No time to get into that now. They were leaving the restaurant! Somehow I had to follow them! But how could I get out from under the table without being seen by this couple, and in the resulting fuss Gunn and Kolnikov would turn and see me, and then . . . I didn't know what would happen then, didn't want to know. If I waited till the couple had done eating, Gunn and Kolnikov would be long gone. What about waiting only a minute or two, time enough for them to get outside? Would it matter by then if I drew attention to myself here in the restaurant, shooting out from under the table? What if the restaurant people thought I was some kind of thief? Yikes. It was actually sort of true. All these thoughts were zipping back and forth across my mind when the man sitting in my booth—just a foot or so away, his knee practically in my face—spoke.

“I'm so happy,” he said. “So miserably happy.”

The woman laughed, a low, warm sort of laugh. “I'm just plain happy. Do you realize this is our first real breakfast together? A real, proper breakfast in a restaurant?”
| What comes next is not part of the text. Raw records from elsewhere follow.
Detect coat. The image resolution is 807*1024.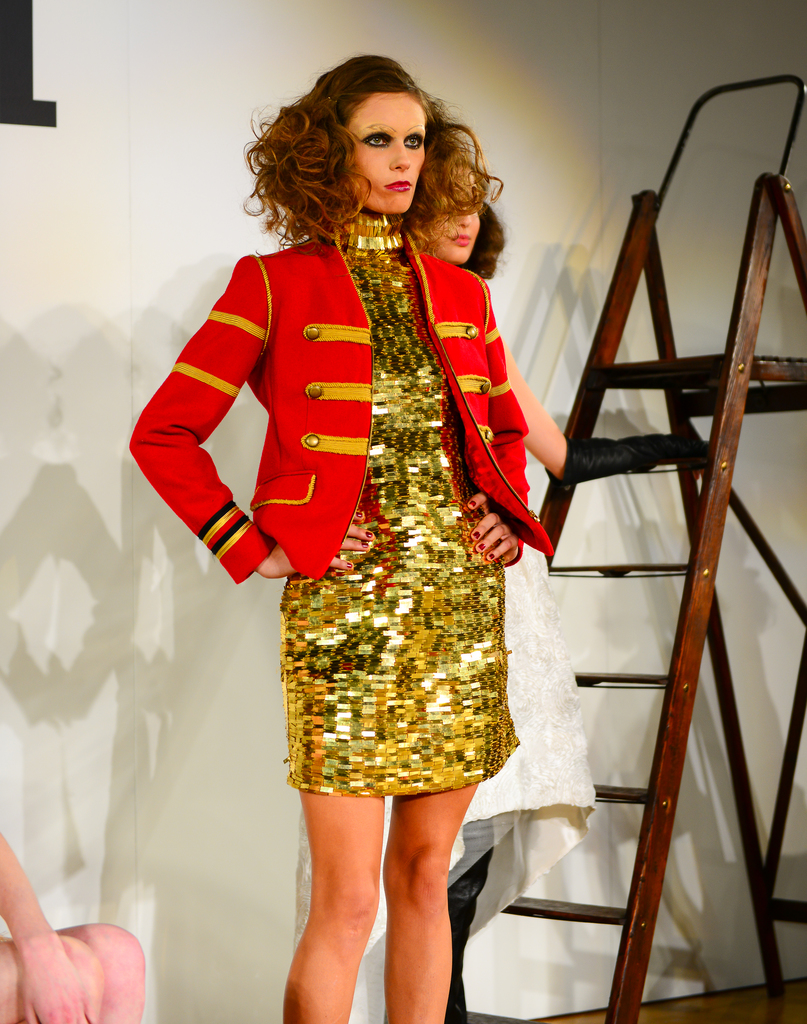
124,227,553,584.
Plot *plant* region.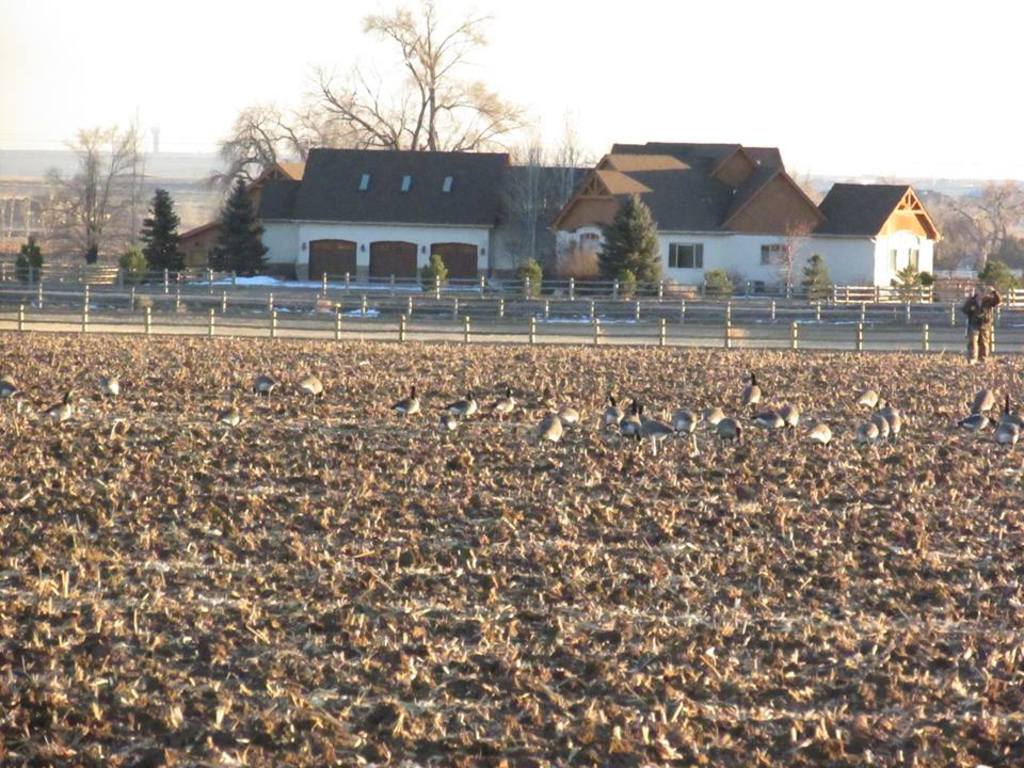
Plotted at bbox=(917, 267, 937, 291).
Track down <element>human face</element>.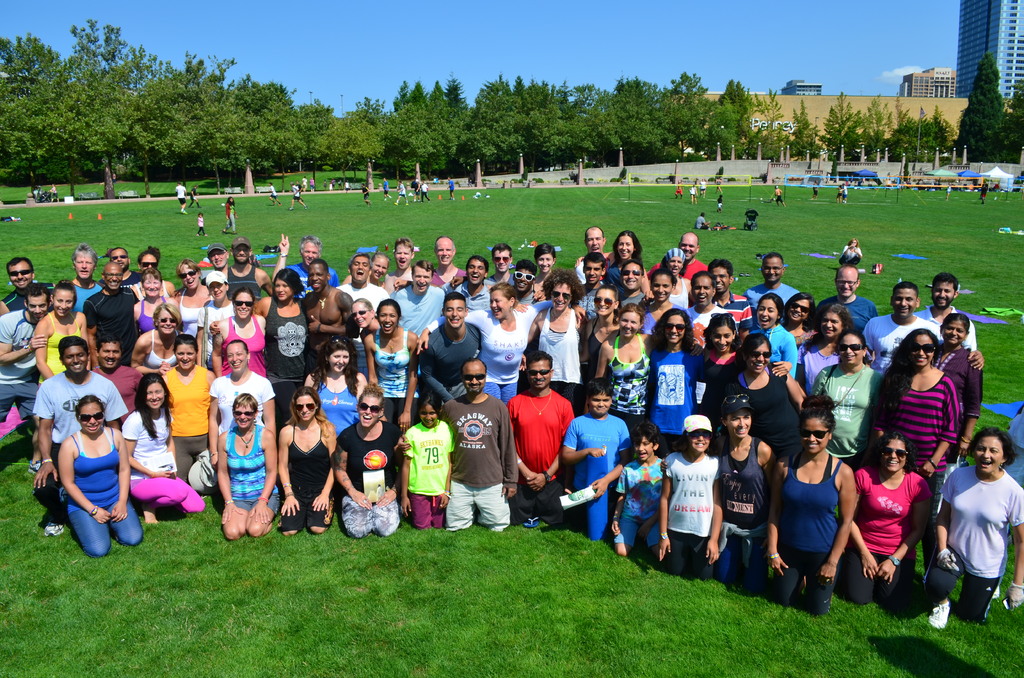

I missed whatever the man's answer was because of how hot I suddenly was, my face burning. Did I know the man's voice? Oh, yeah, for absolute sure. It was the voice of Ashanti's dad. As for the woman, her voice was entirely new to me and was absolutely not the voice of Ashanti's mom—as if their conversation would have even made sense in that case. I actually felt dizzy, first time in my life that had happened while I was sitting down. I took a deep breath, and as I did, the woman's booted foot moved, and started feeling around like . . . like she wanted to play footsie or something, which made me want to puke. Her toe bumped the metal center column that held up the table top, and maybe she decided that was his knee, because she gently lowered her foot. But it wasn't his knee, and therefore what she lowered her foot on was the heavy round base of the column, which happened to be where the discarded french fry lay. She stepped right on it, squishing the french fry flat, and sending a tiny spray of ketchup right onto my face.

“Ew,” she said.

“What?” said the man—not the man, but Ashanti's father. “Is something wrong?”

“I just stepped on something icky.”

Icky? A grown woman just said icky? But no time to reflect on that, because all of a sudden, she was shifting around in her seat and—was it possible? Yes! She was about to peer down under the table to see the exact nature of the ickiness she'd stepped on.

I shrank against the wall, getting as deep as I could into the shadows. The woman's face appeared; the face of the woman I'd seen Ashanti's dad kissing on the street. She was pretty—but nothing like the amazing beauty Ashanti's mom had been and still sort of was—and much younger than I'd thought, maybe under thirty, although the ages of adults were hard to guess. But the main point: she was a lot younger than Ashanti's father.

She peered under the table, shifted her foot to see under it. “French fry,” she said, her head then starting to turn in my direction—but at the same time rising up, out of sight. I resumed breathing, and was about to move back to a more comfortable position when Ashanti's father gently put his foot down on hers.

He sighed. “This is so nice,” he said. “I just wish—”

“Let's not talk about the future,” the woman said. “We should enjoy the time we've got right now.”

There was a pause. Then Ashanti's dad said, “I love you,” his voice thickening up.

“I love you, too,” she said.

My face heated up again, even hotter than before. I didn't want to hear another word, just wanted to be out of there and right away. But how?
Charm! Get me out of here!
No reaction from the charm. The waitress returned and said, “Menus?”